Gene-embedding-based prediction and functional evaluation of perturbation expression responses with PRESAGE
Gene-embedding-based prediction and functional evaluation of perturbation expression responses with PRESAGE
Littman, R.; Levine, J.; Maleki, S.; Lee, Y.; Ermakov, V.; Qiu, L.; Wu, A.; Huang, K.; Lopez, R.; Scalia, G.; Biancalani, T.; Richmond, D.; Regev, A.; Hütter, J.-C.

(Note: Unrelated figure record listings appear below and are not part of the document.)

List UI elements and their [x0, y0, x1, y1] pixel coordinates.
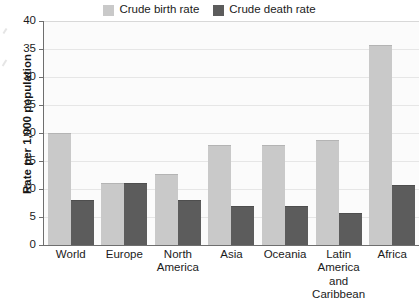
x-axis-tick-label-line: and: [312, 275, 366, 288]
x-axis-tick-label: Oceania: [258, 248, 312, 261]
x-axis-tick-label-line: Asia: [205, 248, 259, 261]
bar-group: [44, 21, 98, 245]
bar-group: [98, 21, 152, 245]
x-axis-tick-label-line: Oceania: [258, 248, 312, 261]
bar-group: [365, 21, 419, 245]
y-axis-tick-label: 15: [23, 155, 36, 167]
bar-series-container: [44, 21, 419, 245]
legend-swatch-death-icon: [213, 5, 224, 16]
x-axis-tick-label-line: North: [151, 248, 205, 261]
bar-birth-rate: [262, 145, 285, 245]
x-axis-tick-labels: WorldEuropeNorthAmericaAsiaOceaniaLatinA…: [44, 248, 419, 301]
x-axis-tick-label-line: Europe: [98, 248, 152, 261]
bar-group: [258, 21, 312, 245]
legend-item-crude-death-rate: Crude death rate: [213, 4, 315, 16]
bar-death-rate: [392, 185, 415, 245]
bar-birth-rate: [369, 45, 392, 245]
legend-label-birth: Crude birth rate: [119, 4, 199, 16]
y-axis-tick-label: 10: [23, 183, 36, 195]
y-axis-tick-labels: 4035302520151050: [0, 21, 44, 245]
y-axis-tick-label: 5: [30, 211, 36, 223]
bar-group: [312, 21, 366, 245]
bar-death-rate: [339, 213, 362, 245]
y-axis-tick-label: 0: [30, 239, 36, 251]
bar-death-rate: [124, 183, 147, 245]
chart-legend: Crude birth rate Crude death rate: [0, 0, 419, 20]
bar-birth-rate: [101, 183, 124, 245]
bar-death-rate: [178, 200, 201, 245]
bar-birth-rate: [208, 145, 231, 245]
y-axis-tick-label: 35: [23, 43, 36, 55]
x-axis-tick-label: NorthAmerica: [151, 248, 205, 275]
x-axis-tick-label: LatinAmericaandCaribbean: [312, 248, 366, 301]
x-axis-tick-label: World: [44, 248, 98, 261]
y-axis-tick-label: 40: [23, 15, 36, 27]
bar-death-rate: [285, 206, 308, 245]
bar-group: [205, 21, 259, 245]
legend-swatch-birth-icon: [103, 5, 114, 16]
legend-label-death: Crude death rate: [229, 4, 315, 16]
x-axis-tick-label: Asia: [205, 248, 259, 261]
x-axis-tick-label-line: Africa: [365, 248, 419, 261]
bar-birth-rate: [155, 174, 178, 245]
y-axis-tick-label: 25: [23, 99, 36, 111]
x-axis-line: [43, 245, 419, 246]
bar-death-rate: [231, 206, 254, 245]
x-axis-tick-label-line: Caribbean: [312, 288, 366, 301]
x-axis-tick-label-line: America: [151, 261, 205, 274]
x-axis-tick-label-line: World: [44, 248, 98, 261]
bar-death-rate: [71, 200, 94, 245]
chart-figure: Crude birth rate Crude death rate Rate p…: [0, 0, 419, 301]
x-axis-tick-label: Europe: [98, 248, 152, 261]
x-axis-tick-label-line: Latin: [312, 248, 366, 261]
x-axis-tick-label: Africa: [365, 248, 419, 261]
x-axis-tick-label-line: America: [312, 261, 366, 274]
plot-area: [44, 21, 419, 245]
y-axis-tick-label: 20: [23, 127, 36, 139]
legend-item-crude-birth-rate: Crude birth rate: [103, 4, 199, 16]
bar-birth-rate: [316, 140, 339, 245]
y-axis-tick-label: 30: [23, 71, 36, 83]
bar-birth-rate: [48, 133, 71, 245]
bar-group: [151, 21, 205, 245]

AbstractUnderstanding the impact of genetic perturbations on cellular behavior is crucial for biological research, but comprehensive experimental mapping remains infeasible. We introduce PRESAGE (Perturbation Response EStimation with Aggregated Gene Embeddings), a simple, modular, and interpretable framework that predicts perturbation-induced expression changes by integrating diverse knowledge sources via gene embeddings. PRESAGE transforms gene embeddings through an attention-based model to predict perturbation expression outcomes. To assess model performance, we introduce a comprehensive evaluation suite with novel functional metrics that move beyond traditional regression tasks, including measures of accuracy in effect size prediction, in identifying perturbations with similar expression profiles (phenocopy), and in prediction of perturbations with the strongest impact on specific gene set scores. PRESAGE outperforms existing methods in both classical regression metrics and our novel functional evaluations. Through ablation studies, we demonstrate that knowledge source selection is more critical for predictive performance than architectural complexity, with cross-system Perturb-seq data providing particularly strong predictive power. We also find that performance saturates quickly with training set size, suggesting that experimental design strategies might benefit from collecting sparse perturbation data across multiple biological systems rather than exhaustive profiling of individual systems. Overall, PRESAGE establishes a robust framework for advancing perturbation response prediction and facilitating the design of targeted biological experiments, significantly improving our ability to predict cellular responses across diverse biological systems.